Dodona

Dodona (Doric Greek: Δωδώνᾱ, Dōdṓnā, Ionic and Attic Greek: Δωδώνη, Dōdṓnē) in Epirus in northwestern Greece, was an oracle devoted to a Mother Goddess identified at other sites with Rhea or Gaia, but here called Dione, who was joined and partly supplanted in historical times by the Greek god Zeus.

The shrine of Dodona was regarded as the oldest Hellenic oracle, possibly dating to the second millennium BCE according to Herodotus. Situated in a remote region away from the main Greek poleis, it was considered second only to the oracle of Delphi in prestige. Priestesses and priests in the sacred grove interpreted the rustling of the oak (or beech) leaves to determine the correct actions to be taken. Aristotle considered the region around Dodona to have been part of Hellas and the region where the Hellenes originated. The oracle was first under the control of the Thesprotians before it passed into the hands of the Molossians. It remained an important religious sanctuary until the rise of Christianity during the Late Roman era.

Read more about Dodona:  History, Herodotus

Famous quotes containing the word dodona:

    For what are the classics but the noblest thoughts of man? They are the only oracles which are not decayed, and there are such answers to the most modern inquiry in them as Delphi and Dodona never gave. We might as well omit to study Nature because she is old.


YOUR INSTRUCTIONS: Each entry below should be restated word for word, without any picture it contains.

DATA TO PROCESS:

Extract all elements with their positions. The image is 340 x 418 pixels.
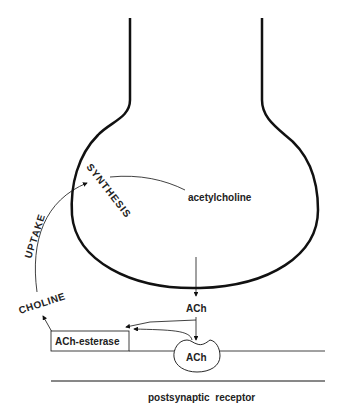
ach-released-label: ACh <box>186 303 207 314</box>
esterase-to-choline-arrow <box>43 316 52 332</box>
uptake-label: UPTAKE <box>22 212 47 260</box>
receptor-to-esterase-arrow <box>134 329 192 340</box>
diagram-canvas: acetylcholine SYNTHESIS UPTAKE CHOLINE A… <box>0 0 340 418</box>
presynaptic-terminal <box>72 18 318 288</box>
acetylcholine-label: acetylcholine <box>188 192 252 203</box>
choline-label: CHOLINE <box>17 290 67 315</box>
ach-to-esterase-arrow <box>126 320 196 327</box>
ach-bound-label: ACh <box>186 352 207 363</box>
synapse-diagram: acetylcholine SYNTHESIS UPTAKE CHOLINE A… <box>0 0 340 418</box>
ach-esterase-label: ACh-esterase <box>55 336 120 347</box>
synthesis-label: SYNTHESIS <box>84 161 133 220</box>
acetylcholine-leader-line <box>110 176 185 190</box>
postsynaptic-receptor-label: postsynaptic receptor <box>148 392 255 403</box>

RESULT OF THE EXERCISE:
Extract all elements with their positions. The image is 340 x 418 pixels.
ach-released-label: ACh <box>186 303 207 314</box>
esterase-to-choline-arrow <box>43 316 52 332</box>
uptake-label: UPTAKE <box>22 212 47 260</box>
receptor-to-esterase-arrow <box>134 329 192 340</box>
diagram-canvas: acetylcholine SYNTHESIS UPTAKE CHOLINE A… <box>0 0 340 418</box>
presynaptic-terminal <box>72 18 318 288</box>
acetylcholine-label: acetylcholine <box>188 192 252 203</box>
choline-label: CHOLINE <box>17 290 67 315</box>
ach-to-esterase-arrow <box>126 320 196 327</box>
ach-bound-label: ACh <box>186 352 207 363</box>
synapse-diagram: acetylcholine SYNTHESIS UPTAKE CHOLINE A… <box>0 0 340 418</box>
ach-esterase-label: ACh-esterase <box>55 336 120 347</box>
synthesis-label: SYNTHESIS <box>84 161 133 220</box>
acetylcholine-leader-line <box>110 176 185 190</box>
postsynaptic-receptor-label: postsynaptic receptor <box>148 392 255 403</box>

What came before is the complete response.